If only every online service was as good. A short while ago we tried to open a savings account with the Northern Rock and gave up as the applet-based system they use is not compatable with Apple Macs … other banks seem to be able to use SSL for security and browser-independent HTML, so why not them! Suffice to say we went elsewhere.

Even worse was an experience early last year. I’d given a seminar at another university and submitted an expense claim. The university sent me payment advice as an email, but it displayed oddly when I viewed it and got a high spamassassin rating. A bit of digging and I found that the high spam rating was due to the fact that there was not a closing body tag in the HTML. I was going to mail the university IT support and then saw that the company who supplied the software, Albany Software, was named in the email and decided to mail them directly to avoid embarassing them to their client.

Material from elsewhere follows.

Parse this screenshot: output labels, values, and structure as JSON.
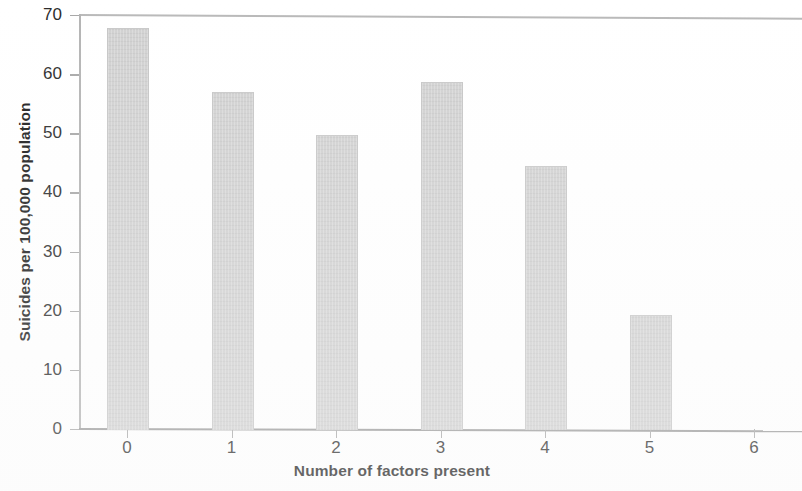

So I went to their web site … but it didn’t display properly in Firefox, I tried Safari … even worse! Eventually I got their ‘support’ contact email by using view source and mailed them, mentioning both the broken HTML in the email and the broken website.

The reply from their ‘support’ email:

“Try using Microsoft Internet Explorer. Though Firefox is vastely superior, most websites/applications are only compatible with Internet Explorer.”

Who said the days of the old sys admins had gone!

The happy end to the last story is that I just revisited their site, they have at last got it working cross browser … well I guess better late than never.

Anyway thumbs up for Her Majesty’s Revenue & Customs, even if others need to catch up a little.